ABORT is a PostgreSQL-specific transaction control statement that cancels the current transaction and reverts the database to the state it was in before the corresponding BEGIN or START TRANSACTION. It performs the same action as ROLLBACK, but the keyword ABORT is retained for historical and internal consistency with PostgreSQL’s source code. When executed, all data modifications, locks, and sequence changes made within the transaction are undone, and all locks are released. ABORT has no effect when executed outside an open transaction block; PostgreSQL simply replies with a NOTICE and does nothing. Because ABORT discards every change made in the ongoing transaction, it should be issued whenever an unrecoverable error or business rule violation is detected before COMMIT.
BEGIN, COMMIT, ROLLBACK, SAVEPOINT, SET TRANSACTION
PostgreSQL 6.5
Nothing. Once a transaction is committed the changes are permanent, and ABORT has no active transaction to cancel.
No. The SQL standard defines ROLLBACK. ABORT is a PostgreSQL extension kept for backward compatibility.
Yes. All row and table locks acquired in the aborted transaction are released immediately after the command executes.
Yes. Sequence values advanced inside the same transaction are rolled back, so the next transaction will reuse those values if the sequence is declared as transactional.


THE PROBLEM:
The records that follow are to be given again exactly. Do not carry over any image.

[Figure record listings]
####

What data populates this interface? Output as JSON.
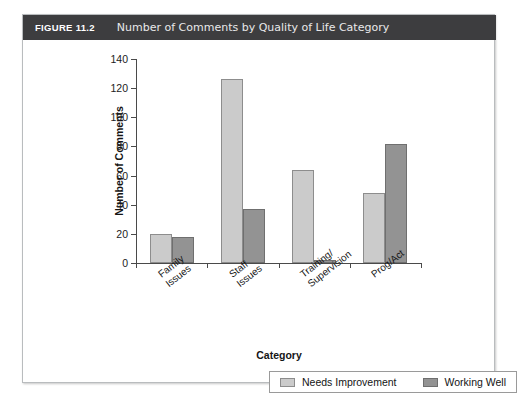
{
  "figure": {
    "number": "FIGURE 11.2",
    "caption": "Number of Comments by Quality of Life Category"
  },
  "chart_data": {
    "type": "bar",
    "title": "Number of Comments by Quality of Life Category",
    "xlabel": "Category",
    "ylabel": "Number of Comments",
    "ylim": [
      0,
      140
    ],
    "yticks": [
      0,
      20,
      40,
      60,
      80,
      100,
      120,
      140
    ],
    "grid": false,
    "legend_position": "bottom",
    "categories": [
      "Family Issues",
      "Staff Issues",
      "Training/ Supervision",
      "Prog/Act"
    ],
    "category_lines": [
      [
        "Family",
        "Issues"
      ],
      [
        "Staff",
        "Issues"
      ],
      [
        "Training/",
        "Supervision"
      ],
      [
        "Prog/Act"
      ]
    ],
    "series": [
      {
        "name": "Needs Improvement",
        "color": "#cbcbcb",
        "values": [
          20,
          126,
          64,
          48
        ]
      },
      {
        "name": "Working Well",
        "color": "#939393",
        "values": [
          18,
          37,
          2,
          82
        ]
      }
    ]
  }
}
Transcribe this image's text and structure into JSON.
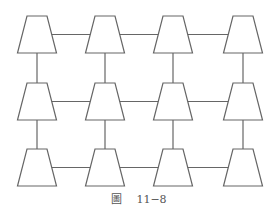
{
  "diagram": {
    "type": "grid-network",
    "rows": 3,
    "columns": 4,
    "node_shape": "trapezoid",
    "line_color": "#666666",
    "node_fill": "#ffffff",
    "column_centers": [
      37,
      105,
      173,
      243
    ],
    "row_tops": [
      16,
      83,
      149
    ],
    "node_height": 37,
    "node_top_width": 20,
    "node_bottom_width": 39,
    "connections": "each node connected to horizontal and vertical neighbors"
  },
  "caption": {
    "label": "圖",
    "number": "11−8"
  }
}
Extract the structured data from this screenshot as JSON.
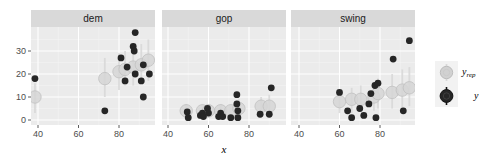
{
  "chart_data": {
    "type": "scatter",
    "title": "",
    "xlabel": "x",
    "ylabel": "",
    "facets": [
      "dem",
      "gop",
      "swing"
    ],
    "xlim": [
      37,
      97
    ],
    "ylim": [
      -2,
      40
    ],
    "x_ticks": [
      40,
      60,
      80
    ],
    "y_ticks": [
      0,
      10,
      20,
      30
    ],
    "grid": true,
    "legend": {
      "position": "right",
      "entries": [
        {
          "label": "y_rep",
          "label_main": "y",
          "label_sub": "rep",
          "color": "#d1d1d1",
          "stroke": "#bdbdbd"
        },
        {
          "label": "y",
          "label_main": "y",
          "label_sub": "",
          "color": "#262626",
          "stroke": "#111111"
        }
      ]
    },
    "panels": [
      {
        "name": "dem",
        "y": [
          {
            "x": 38.5,
            "y": 18
          },
          {
            "x": 73,
            "y": 4
          },
          {
            "x": 81,
            "y": 27
          },
          {
            "x": 84,
            "y": 23
          },
          {
            "x": 83,
            "y": 17
          },
          {
            "x": 87,
            "y": 32
          },
          {
            "x": 87.5,
            "y": 30
          },
          {
            "x": 88,
            "y": 38
          },
          {
            "x": 88,
            "y": 20
          },
          {
            "x": 91,
            "y": 17
          },
          {
            "x": 92,
            "y": 24
          },
          {
            "x": 92,
            "y": 10
          },
          {
            "x": 95,
            "y": 20
          }
        ],
        "y_rep": [
          {
            "x": 38.5,
            "y": 10,
            "lo": 3,
            "hi": 16
          },
          {
            "x": 73,
            "y": 18,
            "lo": 10,
            "hi": 27
          },
          {
            "x": 80,
            "y": 21,
            "lo": 13,
            "hi": 29
          },
          {
            "x": 83,
            "y": 22,
            "lo": 15,
            "hi": 30
          },
          {
            "x": 87,
            "y": 23,
            "lo": 15,
            "hi": 32
          },
          {
            "x": 91,
            "y": 24,
            "lo": 16,
            "hi": 33
          },
          {
            "x": 94.5,
            "y": 26,
            "lo": 17,
            "hi": 35
          }
        ]
      },
      {
        "name": "gop",
        "y": [
          {
            "x": 49.5,
            "y": 3.5
          },
          {
            "x": 50,
            "y": 1
          },
          {
            "x": 56,
            "y": 2
          },
          {
            "x": 57,
            "y": 3
          },
          {
            "x": 57.5,
            "y": 1.5
          },
          {
            "x": 59.5,
            "y": 5
          },
          {
            "x": 60,
            "y": 3
          },
          {
            "x": 65,
            "y": 1.5
          },
          {
            "x": 66,
            "y": 3
          },
          {
            "x": 67,
            "y": 1.5
          },
          {
            "x": 71,
            "y": 1
          },
          {
            "x": 74,
            "y": 11
          },
          {
            "x": 74,
            "y": 7
          },
          {
            "x": 74.5,
            "y": 4
          },
          {
            "x": 74.5,
            "y": 1
          },
          {
            "x": 85.5,
            "y": 2.5
          },
          {
            "x": 90,
            "y": 2.5
          },
          {
            "x": 91,
            "y": 14
          }
        ],
        "y_rep": [
          {
            "x": 49,
            "y": 4,
            "lo": 1,
            "hi": 7
          },
          {
            "x": 57,
            "y": 4,
            "lo": 1,
            "hi": 7
          },
          {
            "x": 60,
            "y": 4,
            "lo": 1,
            "hi": 7
          },
          {
            "x": 66,
            "y": 4,
            "lo": 1,
            "hi": 7
          },
          {
            "x": 71,
            "y": 4,
            "lo": 1,
            "hi": 7
          },
          {
            "x": 75,
            "y": 5,
            "lo": 1,
            "hi": 9
          },
          {
            "x": 86,
            "y": 6,
            "lo": 2,
            "hi": 10
          },
          {
            "x": 90,
            "y": 6,
            "lo": 2,
            "hi": 11
          }
        ]
      },
      {
        "name": "swing",
        "y": [
          {
            "x": 60,
            "y": 12
          },
          {
            "x": 64,
            "y": 4
          },
          {
            "x": 66,
            "y": 1
          },
          {
            "x": 70,
            "y": 5
          },
          {
            "x": 72,
            "y": 2
          },
          {
            "x": 74.5,
            "y": 7
          },
          {
            "x": 75.5,
            "y": 11.5
          },
          {
            "x": 77.5,
            "y": 15
          },
          {
            "x": 78,
            "y": 1
          },
          {
            "x": 79,
            "y": 16
          },
          {
            "x": 86.5,
            "y": 26.5
          },
          {
            "x": 91.5,
            "y": 4
          },
          {
            "x": 94.5,
            "y": 34.5
          }
        ],
        "y_rep": [
          {
            "x": 60,
            "y": 8,
            "lo": 3,
            "hi": 13
          },
          {
            "x": 66,
            "y": 9,
            "lo": 3,
            "hi": 14
          },
          {
            "x": 70.5,
            "y": 9,
            "lo": 4,
            "hi": 15
          },
          {
            "x": 77,
            "y": 10,
            "lo": 4,
            "hi": 16
          },
          {
            "x": 79,
            "y": 11.5,
            "lo": 5,
            "hi": 18
          },
          {
            "x": 86,
            "y": 12,
            "lo": 5,
            "hi": 20
          },
          {
            "x": 91,
            "y": 13,
            "lo": 5,
            "hi": 22
          },
          {
            "x": 94.5,
            "y": 14,
            "lo": 6,
            "hi": 23
          }
        ]
      }
    ]
  },
  "colors": {
    "panel_bg": "#ebebeb",
    "strip_bg": "#d9d9d9",
    "grid_major": "#ffffff",
    "grid_minor": "#f3f3f3",
    "y_point": "#262626",
    "yrep_fill": "#d6d6d6",
    "yrep_stroke": "#c2c2c2",
    "yrep_line": "#d9d9d9"
  }
}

####

SOLUTION:
What data populates this interface? Output as JSON.
{
  "figure": {
    "number": "FIGURE 11.2",
    "caption": "Number of Comments by Quality of Life Category"
  },
  "chart_data": {
    "type": "bar",
    "title": "Number of Comments by Quality of Life Category",
    "xlabel": "Category",
    "ylabel": "Number of Comments",
    "ylim": [
      0,
      140
    ],
    "yticks": [
      0,
      20,
      40,
      60,
      80,
      100,
      120,
      140
    ],
    "grid": false,
    "legend_position": "bottom",
    "categories": [
      "Family Issues",
      "Staff Issues",
      "Training/ Supervision",
      "Prog/Act"
    ],
    "category_lines": [
      [
        "Family",
        "Issues"
      ],
      [
        "Staff",
        "Issues"
      ],
      [
        "Training/",
        "Supervision"
      ],
      [
        "Prog/Act"
      ]
    ],
    "series": [
      {
        "name": "Needs Improvement",
        "color": "#cbcbcb",
        "values": [
          20,
          126,
          64,
          48
        ]
      },
      {
        "name": "Working Well",
        "color": "#939393",
        "values": [
          18,
          37,
          2,
          82
        ]
      }
    ]
  }
}
Transcribe this image's text and structure into JSON.
{
  "diagram": {
    "type": "grid-network",
    "rows": 3,
    "columns": 4,
    "node_shape": "trapezoid",
    "line_color": "#666666",
    "node_fill": "#ffffff",
    "column_centers": [
      37,
      105,
      173,
      243
    ],
    "row_tops": [
      16,
      83,
      149
    ],
    "node_height": 37,
    "node_top_width": 20,
    "node_bottom_width": 39,
    "connections": "each node connected to horizontal and vertical neighbors"
  },
  "caption": {
    "label": "圖",
    "number": "11−8"
  }
}
Extract the structured data from this screenshot as JSON.
{
  "chart_data": {
    "type": "scatter",
    "title": "",
    "xlabel": "x",
    "ylabel": "",
    "facets": [
      "dem",
      "gop",
      "swing"
    ],
    "xlim": [
      37,
      97
    ],
    "ylim": [
      -2,
      40
    ],
    "x_ticks": [
      40,
      60,
      80
    ],
    "y_ticks": [
      0,
      10,
      20,
      30
    ],
    "grid": true,
    "legend": {
      "position": "right",
      "entries": [
        {
          "label": "y_rep",
          "label_main": "y",
          "label_sub": "rep",
          "color": "#d1d1d1",
          "stroke": "#bdbdbd"
        },
        {
          "label": "y",
          "label_main": "y",
          "label_sub": "",
          "color": "#262626",
          "stroke": "#111111"
        }
      ]
    },
    "panels": [
      {
        "name": "dem",
        "y": [
          {
            "x": 38.5,
            "y": 18
          },
          {
            "x": 73,
            "y": 4
          },
          {
            "x": 81,
            "y": 27
          },
          {
            "x": 84,
            "y": 23
          },
          {
            "x": 83,
            "y": 17
          },
          {
            "x": 87,
            "y": 32
          },
          {
            "x": 87.5,
            "y": 30
          },
          {
            "x": 88,
            "y": 38
          },
          {
            "x": 88,
            "y": 20
          },
          {
            "x": 91,
            "y": 17
          },
          {
            "x": 92,
            "y": 24
          },
          {
            "x": 92,
            "y": 10
          },
          {
            "x": 95,
            "y": 20
          }
        ],
        "y_rep": [
          {
            "x": 38.5,
            "y": 10,
            "lo": 3,
            "hi": 16
          },
          {
            "x": 73,
            "y": 18,
            "lo": 10,
            "hi": 27
          },
          {
            "x": 80,
            "y": 21,
            "lo": 13,
            "hi": 29
          },
          {
            "x": 83,
            "y": 22,
            "lo": 15,
            "hi": 30
          },
          {
            "x": 87,
            "y": 23,
            "lo": 15,
            "hi": 32
          },
          {
            "x": 91,
            "y": 24,
            "lo": 16,
            "hi": 33
          },
          {
            "x": 94.5,
            "y": 26,
            "lo": 17,
            "hi": 35
          }
        ]
      },
      {
        "name": "gop",
        "y": [
          {
            "x": 49.5,
            "y": 3.5
          },
          {
            "x": 50,
            "y": 1
          },
          {
            "x": 56,
            "y": 2
          },
          {
            "x": 57,
            "y": 3
          },
          {
            "x": 57.5,
            "y": 1.5
          },
          {
            "x": 59.5,
            "y": 5
          },
          {
            "x": 60,
            "y": 3
          },
          {
            "x": 65,
            "y": 1.5
          },
          {
            "x": 66,
            "y": 3
          },
          {
            "x": 67,
            "y": 1.5
          },
          {
            "x": 71,
            "y": 1
          },
          {
            "x": 74,
            "y": 11
          },
          {
            "x": 74,
            "y": 7
          },
          {
            "x": 74.5,
            "y": 4
          },
          {
            "x": 74.5,
            "y": 1
          },
          {
            "x": 85.5,
            "y": 2.5
          },
          {
            "x": 90,
            "y": 2.5
          },
          {
            "x": 91,
            "y": 14
          }
        ],
        "y_rep": [
          {
            "x": 49,
            "y": 4,
            "lo": 1,
            "hi": 7
          },
          {
            "x": 57,
            "y": 4,
            "lo": 1,
            "hi": 7
          },
          {
            "x": 60,
            "y": 4,
            "lo": 1,
            "hi": 7
          },
          {
            "x": 66,
            "y": 4,
            "lo": 1,
            "hi": 7
          },
          {
            "x": 71,
            "y": 4,
            "lo": 1,
            "hi": 7
          },
          {
            "x": 75,
            "y": 5,
            "lo": 1,
            "hi": 9
          },
          {
            "x": 86,
            "y": 6,
            "lo": 2,
            "hi": 10
          },
          {
            "x": 90,
            "y": 6,
            "lo": 2,
            "hi": 11
          }
        ]
      },
      {
        "name": "swing",
        "y": [
          {
            "x": 60,
            "y": 12
          },
          {
            "x": 64,
            "y": 4
          },
          {
            "x": 66,
            "y": 1
          },
          {
            "x": 70,
            "y": 5
          },
          {
            "x": 72,
            "y": 2
          },
          {
            "x": 74.5,
            "y": 7
          },
          {
            "x": 75.5,
            "y": 11.5
          },
          {
            "x": 77.5,
            "y": 15
          },
          {
            "x": 78,
            "y": 1
          },
          {
            "x": 79,
            "y": 16
          },
          {
            "x": 86.5,
            "y": 26.5
          },
          {
            "x": 91.5,
            "y": 4
          },
          {
            "x": 94.5,
            "y": 34.5
          }
        ],
        "y_rep": [
          {
            "x": 60,
            "y": 8,
            "lo": 3,
            "hi": 13
          },
          {
            "x": 66,
            "y": 9,
            "lo": 3,
            "hi": 14
          },
          {
            "x": 70.5,
            "y": 9,
            "lo": 4,
            "hi": 15
          },
          {
            "x": 77,
            "y": 10,
            "lo": 4,
            "hi": 16
          },
          {
            "x": 79,
            "y": 11.5,
            "lo": 5,
            "hi": 18
          },
          {
            "x": 86,
            "y": 12,
            "lo": 5,
            "hi": 20
          },
          {
            "x": 91,
            "y": 13,
            "lo": 5,
            "hi": 22
          },
          {
            "x": 94.5,
            "y": 14,
            "lo": 6,
            "hi": 23
          }
        ]
      }
    ]
  },
  "colors": {
    "panel_bg": "#ebebeb",
    "strip_bg": "#d9d9d9",
    "grid_major": "#ffffff",
    "grid_minor": "#f3f3f3",
    "y_point": "#262626",
    "yrep_fill": "#d6d6d6",
    "yrep_stroke": "#c2c2c2",
    "yrep_line": "#d9d9d9"
  }
}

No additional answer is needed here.